In the MySQL team, one of our focuses over the last few releases has been improving the usability of the MySQL Server for operations teams. The results can be seen in a number of areas:
- Our continued investment in Performance Schema. In MySQL 5.7 we added instrumentation for memory, transactions, prepared statements, meta data locks. In 8.0 we’ve so far added indexes and instrumentation of errors.
- The introduction of the SYS schema. SYS provides DBA-level aggregations of Performance Schema meta data, with a set of views, functions and procedures.
- Our continued quest to make server settings dynamic. In MySQL 5.7 we added dynamic buffer pool resizing, replication filters and online upgrades to GTID-based replication.
Our vision for improved operations includes how can we make it better for tooling? So at our recent MySQL Server Core Meeting in London we invited experts from the MySQL Community to share some of their operational pain points and feature requests.
Enter GitHub and Booking.com
In November we invited Shlomi Noach (from GitHub) and Simon Mudd (from Booking.com) to present on the challenges working in MySQL operations. We were particularly interested to hear their feature requests in how we could improve DDL for tools such as Gh-ost.
Shlomi presented his conference talk on Gh-ost (co-presented with Tom Krouper), and explained the motivation(s) that led to creating a new trigger-less tool to perform online DDL. In it, he explained that performance consistency is usually more important than the actual execution time of the operation, and that the riskiest part of a DDL operation is at the time of the switch over between the current table and the new table. Being able to throttle, and manually cut over a schema migration is important.
Shlomi has also written a followup blog post on his presentation to our team here.
Thank you
On behalf of the MySQL Engineering team, I would like to say thank you to Simon & Shlomi. We value your operational expertise, and are looking forward to incorporating your feedback into making MySQL better!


Problem details: Scan the entries that follow for the word "solving", then report every line in which it appears.

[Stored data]
──────────────────────────────
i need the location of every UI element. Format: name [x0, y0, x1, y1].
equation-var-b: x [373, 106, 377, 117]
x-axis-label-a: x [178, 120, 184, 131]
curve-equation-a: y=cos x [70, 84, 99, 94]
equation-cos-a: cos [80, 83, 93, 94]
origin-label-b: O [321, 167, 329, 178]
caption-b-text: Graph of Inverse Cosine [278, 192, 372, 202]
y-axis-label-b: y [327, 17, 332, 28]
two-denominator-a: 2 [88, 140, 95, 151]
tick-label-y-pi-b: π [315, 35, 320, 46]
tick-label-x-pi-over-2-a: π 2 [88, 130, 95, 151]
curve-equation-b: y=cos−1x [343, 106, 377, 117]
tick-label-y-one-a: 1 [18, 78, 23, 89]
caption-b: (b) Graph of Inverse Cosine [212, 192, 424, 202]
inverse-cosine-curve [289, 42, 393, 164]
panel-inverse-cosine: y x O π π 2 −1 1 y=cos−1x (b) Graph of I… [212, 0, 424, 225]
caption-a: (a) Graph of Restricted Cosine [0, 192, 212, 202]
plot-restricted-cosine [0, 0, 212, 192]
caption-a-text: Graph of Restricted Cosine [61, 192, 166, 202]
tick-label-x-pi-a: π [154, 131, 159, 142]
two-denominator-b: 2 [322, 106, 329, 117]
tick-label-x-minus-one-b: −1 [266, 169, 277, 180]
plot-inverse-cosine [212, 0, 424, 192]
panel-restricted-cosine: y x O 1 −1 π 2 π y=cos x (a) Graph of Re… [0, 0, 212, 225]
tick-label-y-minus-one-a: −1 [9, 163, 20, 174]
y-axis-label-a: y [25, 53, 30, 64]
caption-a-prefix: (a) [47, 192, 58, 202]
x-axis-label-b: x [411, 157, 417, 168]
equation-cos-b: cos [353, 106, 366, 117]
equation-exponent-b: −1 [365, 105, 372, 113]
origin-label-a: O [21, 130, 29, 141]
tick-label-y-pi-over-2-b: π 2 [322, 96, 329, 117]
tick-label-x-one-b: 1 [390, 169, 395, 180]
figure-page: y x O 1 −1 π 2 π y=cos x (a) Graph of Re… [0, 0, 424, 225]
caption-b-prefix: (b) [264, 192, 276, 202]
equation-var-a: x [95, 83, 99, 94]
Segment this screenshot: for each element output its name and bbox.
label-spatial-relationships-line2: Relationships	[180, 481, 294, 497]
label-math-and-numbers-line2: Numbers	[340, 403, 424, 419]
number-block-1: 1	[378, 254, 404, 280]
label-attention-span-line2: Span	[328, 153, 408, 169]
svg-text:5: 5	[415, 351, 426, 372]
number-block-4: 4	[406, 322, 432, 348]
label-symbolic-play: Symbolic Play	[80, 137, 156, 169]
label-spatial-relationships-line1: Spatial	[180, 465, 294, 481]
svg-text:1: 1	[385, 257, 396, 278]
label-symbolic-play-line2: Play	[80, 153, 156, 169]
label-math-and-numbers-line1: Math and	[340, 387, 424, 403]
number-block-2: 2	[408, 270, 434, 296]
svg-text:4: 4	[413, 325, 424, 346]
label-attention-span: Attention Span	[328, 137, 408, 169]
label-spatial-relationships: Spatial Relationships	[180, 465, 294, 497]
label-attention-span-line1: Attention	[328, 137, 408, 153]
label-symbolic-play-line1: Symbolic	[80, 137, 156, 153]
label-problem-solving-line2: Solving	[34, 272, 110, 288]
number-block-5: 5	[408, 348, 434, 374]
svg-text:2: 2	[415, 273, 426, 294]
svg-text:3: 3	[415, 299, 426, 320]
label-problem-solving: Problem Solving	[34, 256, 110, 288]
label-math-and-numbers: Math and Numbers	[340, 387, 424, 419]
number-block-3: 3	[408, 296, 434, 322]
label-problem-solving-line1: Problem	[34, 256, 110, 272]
──────────────────────────────
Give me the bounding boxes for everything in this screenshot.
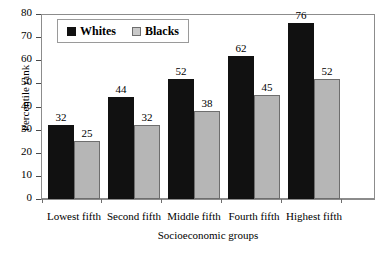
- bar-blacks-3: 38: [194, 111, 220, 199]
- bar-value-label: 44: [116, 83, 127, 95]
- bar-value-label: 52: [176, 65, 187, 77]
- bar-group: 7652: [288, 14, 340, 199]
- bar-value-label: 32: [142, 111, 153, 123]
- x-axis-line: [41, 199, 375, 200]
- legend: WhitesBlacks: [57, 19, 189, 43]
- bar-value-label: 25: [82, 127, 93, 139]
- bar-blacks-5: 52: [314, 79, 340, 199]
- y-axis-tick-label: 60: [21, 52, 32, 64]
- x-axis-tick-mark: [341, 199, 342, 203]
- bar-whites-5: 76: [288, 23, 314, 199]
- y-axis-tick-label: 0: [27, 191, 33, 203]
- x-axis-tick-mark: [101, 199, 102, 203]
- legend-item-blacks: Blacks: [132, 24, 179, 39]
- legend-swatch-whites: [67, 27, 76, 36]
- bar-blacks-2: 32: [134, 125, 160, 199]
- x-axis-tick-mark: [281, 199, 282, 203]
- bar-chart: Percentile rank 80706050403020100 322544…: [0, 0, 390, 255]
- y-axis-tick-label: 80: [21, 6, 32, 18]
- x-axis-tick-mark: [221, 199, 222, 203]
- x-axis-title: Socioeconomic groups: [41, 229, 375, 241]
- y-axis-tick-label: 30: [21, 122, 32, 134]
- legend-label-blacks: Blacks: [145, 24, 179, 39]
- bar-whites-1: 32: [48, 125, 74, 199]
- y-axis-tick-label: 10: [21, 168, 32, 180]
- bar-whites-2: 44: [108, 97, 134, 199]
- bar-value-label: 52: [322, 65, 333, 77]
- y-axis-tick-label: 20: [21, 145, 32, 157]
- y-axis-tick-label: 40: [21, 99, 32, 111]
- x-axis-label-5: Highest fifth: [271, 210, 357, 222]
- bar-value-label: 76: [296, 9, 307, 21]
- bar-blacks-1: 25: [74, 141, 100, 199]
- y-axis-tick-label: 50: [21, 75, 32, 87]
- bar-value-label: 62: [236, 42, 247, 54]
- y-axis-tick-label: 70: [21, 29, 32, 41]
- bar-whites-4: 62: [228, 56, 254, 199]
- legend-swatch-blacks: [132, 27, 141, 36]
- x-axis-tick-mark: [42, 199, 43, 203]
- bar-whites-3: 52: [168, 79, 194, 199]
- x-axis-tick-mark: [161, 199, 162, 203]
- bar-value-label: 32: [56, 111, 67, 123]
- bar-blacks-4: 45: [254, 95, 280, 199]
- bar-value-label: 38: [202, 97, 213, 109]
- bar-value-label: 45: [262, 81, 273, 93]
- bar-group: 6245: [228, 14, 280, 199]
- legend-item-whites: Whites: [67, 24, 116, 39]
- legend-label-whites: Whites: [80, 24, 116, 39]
──────────────────────────────
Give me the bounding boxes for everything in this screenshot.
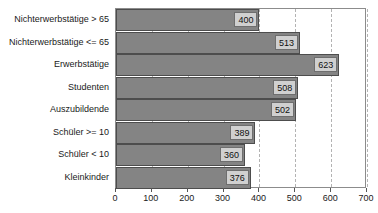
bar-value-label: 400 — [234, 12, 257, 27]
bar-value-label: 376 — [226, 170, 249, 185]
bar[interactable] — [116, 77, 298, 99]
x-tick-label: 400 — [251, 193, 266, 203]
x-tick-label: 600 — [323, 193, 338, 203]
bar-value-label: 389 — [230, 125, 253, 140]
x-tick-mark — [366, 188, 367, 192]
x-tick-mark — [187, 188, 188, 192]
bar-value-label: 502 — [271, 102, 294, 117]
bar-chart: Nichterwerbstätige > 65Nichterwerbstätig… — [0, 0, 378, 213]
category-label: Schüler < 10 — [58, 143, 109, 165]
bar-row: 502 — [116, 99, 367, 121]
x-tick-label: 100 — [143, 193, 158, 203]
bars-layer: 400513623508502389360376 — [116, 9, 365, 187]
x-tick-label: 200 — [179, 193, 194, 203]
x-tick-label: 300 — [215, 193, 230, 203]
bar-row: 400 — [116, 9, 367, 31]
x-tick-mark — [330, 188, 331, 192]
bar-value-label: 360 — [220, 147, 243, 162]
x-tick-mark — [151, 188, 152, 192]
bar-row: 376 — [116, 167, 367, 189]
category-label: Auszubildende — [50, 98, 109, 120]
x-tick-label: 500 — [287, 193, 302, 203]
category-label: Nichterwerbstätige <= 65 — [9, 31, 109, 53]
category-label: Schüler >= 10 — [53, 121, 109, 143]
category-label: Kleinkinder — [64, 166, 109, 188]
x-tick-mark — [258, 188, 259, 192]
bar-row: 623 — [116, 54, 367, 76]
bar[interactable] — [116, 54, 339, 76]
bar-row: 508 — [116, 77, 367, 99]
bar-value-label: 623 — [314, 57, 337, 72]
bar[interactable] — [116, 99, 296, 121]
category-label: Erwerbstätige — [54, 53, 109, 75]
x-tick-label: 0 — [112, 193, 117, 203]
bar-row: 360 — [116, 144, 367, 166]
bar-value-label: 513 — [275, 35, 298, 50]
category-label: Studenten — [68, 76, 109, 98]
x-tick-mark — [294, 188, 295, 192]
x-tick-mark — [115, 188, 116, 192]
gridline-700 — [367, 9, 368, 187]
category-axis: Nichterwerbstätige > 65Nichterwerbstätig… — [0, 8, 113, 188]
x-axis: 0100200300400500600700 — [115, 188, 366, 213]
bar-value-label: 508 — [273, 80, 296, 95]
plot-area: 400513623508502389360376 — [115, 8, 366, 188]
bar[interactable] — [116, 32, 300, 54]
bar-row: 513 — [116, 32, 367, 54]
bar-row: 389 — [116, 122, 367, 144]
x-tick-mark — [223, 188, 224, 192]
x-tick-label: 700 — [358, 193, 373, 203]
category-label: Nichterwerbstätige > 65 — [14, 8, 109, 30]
──────────────────────────────
Response:
label-problem-solving-line2: Solving	[34, 272, 110, 288]
label-problem-solving: Problem Solving	[34, 256, 110, 288]
label-problem-solving-line1: Problem	[34, 256, 110, 272]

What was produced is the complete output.